Spain to hold memorial on first anniversary of deadly floods

AFP

AFP

29 October 2025 | 12:13

Mayors from the 78 municipalities hit by the floods, mostly in the southern outskirts of Valencia, have been invited, along with around 800 relatives of the victims.

Spain to hold memorial on first anniversary of deadly floods

A picture taken on 31 October 2024 shows a road destroyed and flooded fields after flash floods in Utiel, in the region of Valencia, eastern Spain. Picture: AFP

VALENCIA - Grieving relatives will join political leaders Wednesday for a state memorial service in Spain for the more than 230 victims of last year's floods on the anniversary of the disaster.

King Felipe VI will lead mourners at the ceremony, which is set to get underway at 6:00 pm (1700 GMT) in Valencia, Spain's third-largest city on the Mediterranean coast.

Prime Minister Pedro Sanchez and regional leader Carlos Mazon -- who is under fire over his response to Spain's deadliest floods in a generation -- are also expected to attend.

Mayors from the 78 municipalities hit by the floods, mostly in the southern outskirts of Valencia, have been invited, along with around 800 relatives of the victims.

The event will take place at a museum in the City of Arts and Sciences, a cultural and architectural complex surrounded by shallow pools in Valencia.

"Today is an incredibly difficult day for the families of the victims," Sanchez said in parliament on Wednesday shortly after lawmakers observed a minute of silence in memory of the dead.

"It is also a profoundly hard day for those who have lost everything and are now working to rebuild their lives after what has occurred."

In last year's natural disaster, torrential rain unleashed flooding that killed 229 people in towns near Valencia.

Seven more people died in the neighbouring Castilla-La Mancha region, and one person died in Andalusia in the south.

'DID OUR BEST'

The deluge swept away 130,000 vehicles and damaged thousands of homes, generating 800,000 tonnes of debris.

Mazon's regional administration has been heavily criticised for not sending out alerts to mobile phones until 8:11 pm -- when flooding had already started in some places.

That was more than 12 hours after the national weather agency had issued its highest alert level for torrential rains.

Despite signs of severe flooding, Mazon went ahead with an hours-long lunch with a journalist on the day of the catastrophe.

He has defended his handling of the crisis, saying its magnitude was unforeseeable and that central authorities did not provide sufficient warning about the severity of the rain.

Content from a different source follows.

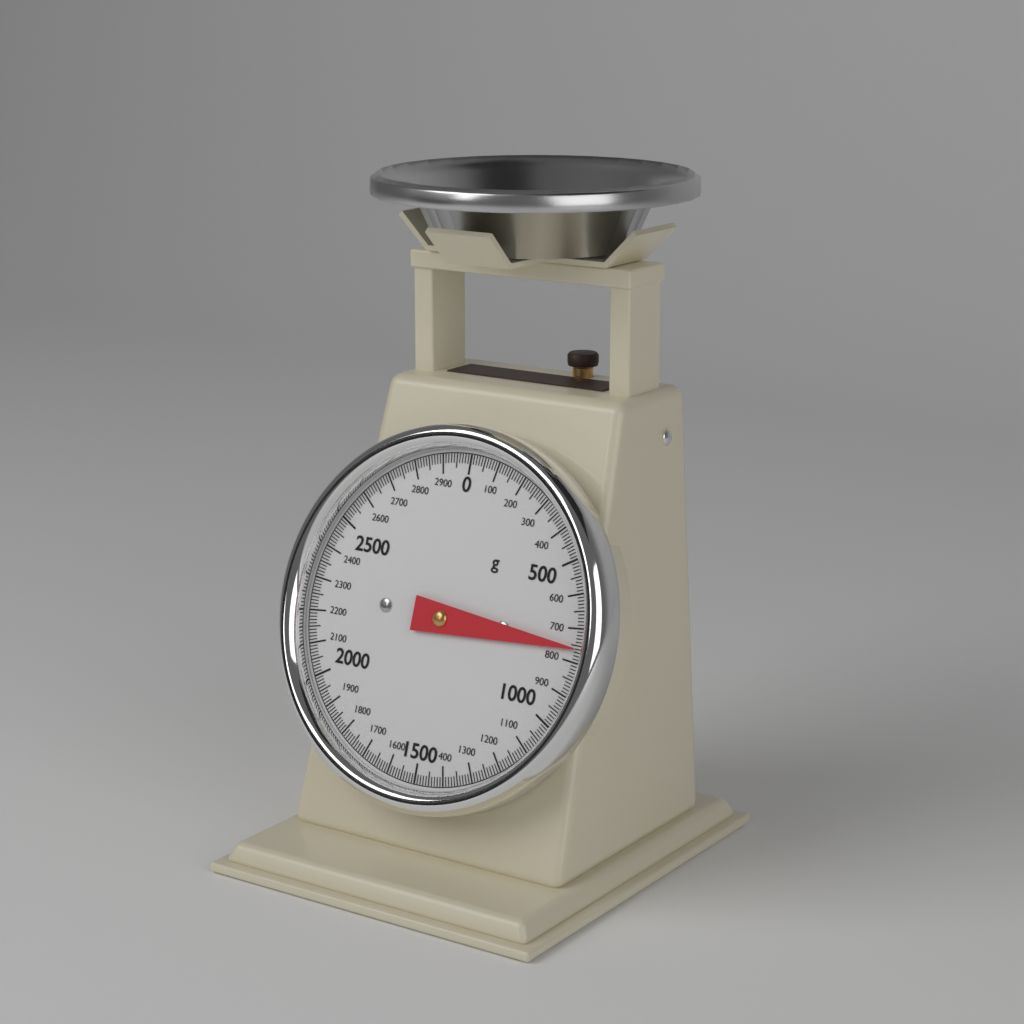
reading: 760 g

"We did our best under unimaginable circumstances, yet in many cases it was not enough, and today we must once again acknowledge that reality,"Mazon said in a televised address on Wednesday ahead of the memorial.

The regional government has declared a day of mourning, while the town of Paiporta, at the epicentre of the disaster, will observe three days of remembrance.

'VERY HARD DAY'

"Today is going to be a very hard day for everyone because reliving everything is very painful," Marga Fernandez, a 68-year-old retiree, told AFP as she walked through Paiporta with her husband.

On one of Paiporta's main streets, a pharmacy had placed a row of red and white candles on the ground by its entrance to honour the deceased.

"I think Paiporta will take many years to be like it was, in terms of streets and houses, and I don't think the wound will ever fully heal," said Carmen Rausell, a 61-year-old pharmacist, her eyes welling with tears.

More than 50,000 people took to the streets of Valencia city on Saturday to demand that Mazonresign over his response to the floods, the latest in a string of such demonstrations.

Mazon has frequently been heckled when appearing at public events, and some victims' families have called on him to stay away from the state memorial.

But his conservative Popular Party, which sits in opposition to the Socialist Sanchez at the national level, has insisted he should be present as the representative of the Valencian people.

Under Spain's decentralised system, managing disasters falls under the authority of regional governments.